Sam Gindin on “Thinking as a Class”
If what we were saying to workers in a workplace was in the 1950s and 60s, you didn’t actually have to think about anybody else. If you were an auto … Watch video »
If what we were saying to workers in a workplace was in the 1950s and 60s, you didn’t actually have to think about anybody else. If you were an auto worker, you were probably strong and you could win things for yourself. And what a lot of auto workers learned is we don’t actually need anybody. They didn’t learn that this was a temporary situation.
If you’re just going to fight things on your own, you’re going to lose. So what’s the lesson? The lesson is you have to think as a class. We actually got people to think about what does it mean to be to think as a class? What does it mean in bargaining? What does it mean about how we organize? That would be a great advance. You have to understand your enemy. And you know what? Your enemy might not be your boss. He’s a manifestation of the system. Because your boss is going to say to you, “you know what? I’d love to pay you twice as much, but then I’ll go broke and you’ll lose your job.”
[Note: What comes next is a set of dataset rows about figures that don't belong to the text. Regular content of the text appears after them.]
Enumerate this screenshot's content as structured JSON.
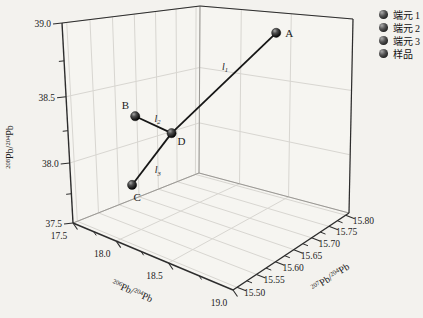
{
  "chart_data": {
    "type": "scatter3d",
    "title": "",
    "axes": {
      "x": {
        "iso_num": "206",
        "iso_mid": "Pb/",
        "iso_den": "204",
        "iso_end": "Pb",
        "range": [
          17.5,
          19.0
        ],
        "ticks": [
          17.5,
          18.0,
          18.5,
          19.0
        ],
        "tick_labels": [
          "17.5",
          "18.0",
          "18.5",
          "19.0"
        ]
      },
      "y": {
        "iso_num": "207",
        "iso_mid": "Pb/",
        "iso_den": "204",
        "iso_end": "Pb",
        "range": [
          15.49,
          15.81
        ],
        "ticks": [
          15.5,
          15.55,
          15.6,
          15.65,
          15.7,
          15.75,
          15.8
        ],
        "tick_labels": [
          "15.50",
          "15.55",
          "15.60",
          "15.65",
          "15.70",
          "15.75",
          "15.80"
        ]
      },
      "z": {
        "iso_num": "208",
        "iso_mid": "Pb/",
        "iso_den": "204",
        "iso_end": "Pb",
        "range": [
          37.5,
          39.0
        ],
        "ticks": [
          37.5,
          38.0,
          38.5,
          39.0
        ],
        "tick_labels": [
          "37.5",
          "38.0",
          "38.5",
          "39.0"
        ]
      }
    },
    "points": [
      {
        "name": "A",
        "x": 18.62,
        "y": 15.73,
        "z": 38.93
      },
      {
        "name": "B",
        "x": 17.83,
        "y": 15.58,
        "z": 38.34
      },
      {
        "name": "C",
        "x": 17.82,
        "y": 15.57,
        "z": 37.8
      },
      {
        "name": "D",
        "x": 18.04,
        "y": 15.62,
        "z": 38.21
      }
    ],
    "lines": [
      {
        "from": "A",
        "to": "D",
        "label": "l",
        "sub": "1"
      },
      {
        "from": "B",
        "to": "D",
        "label": "l",
        "sub": "2"
      },
      {
        "from": "C",
        "to": "D",
        "label": "l",
        "sub": "3"
      }
    ],
    "legend": [
      {
        "label": "端元 1"
      },
      {
        "label": "端元 2"
      },
      {
        "label": "端元 3"
      },
      {
        "label": "样品"
      }
    ],
    "colors": {
      "background": "#f3f2ee",
      "pane": "#f6f5f1",
      "grid": "#d8d6d1",
      "edge_dark": "#2d2d2d",
      "edge_back": "#9b9995",
      "line": "#161616",
      "marker": "#0a0a0a",
      "text": "#1c1c1c"
    }
  }
}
Wait a second. What you’re saying is that’s the system that’s at fault. So you can start doing education around the system. And when you start thinking that way about class and the system, it will affect the kind of education you do in unions. It affects how you talk to each other. It affects what you think a struggle is. It determines how you measure a struggle.
This is a short clip by Sam Gindin of a longer talk “Trump’s Tariffs: Building a Working-Class Response.”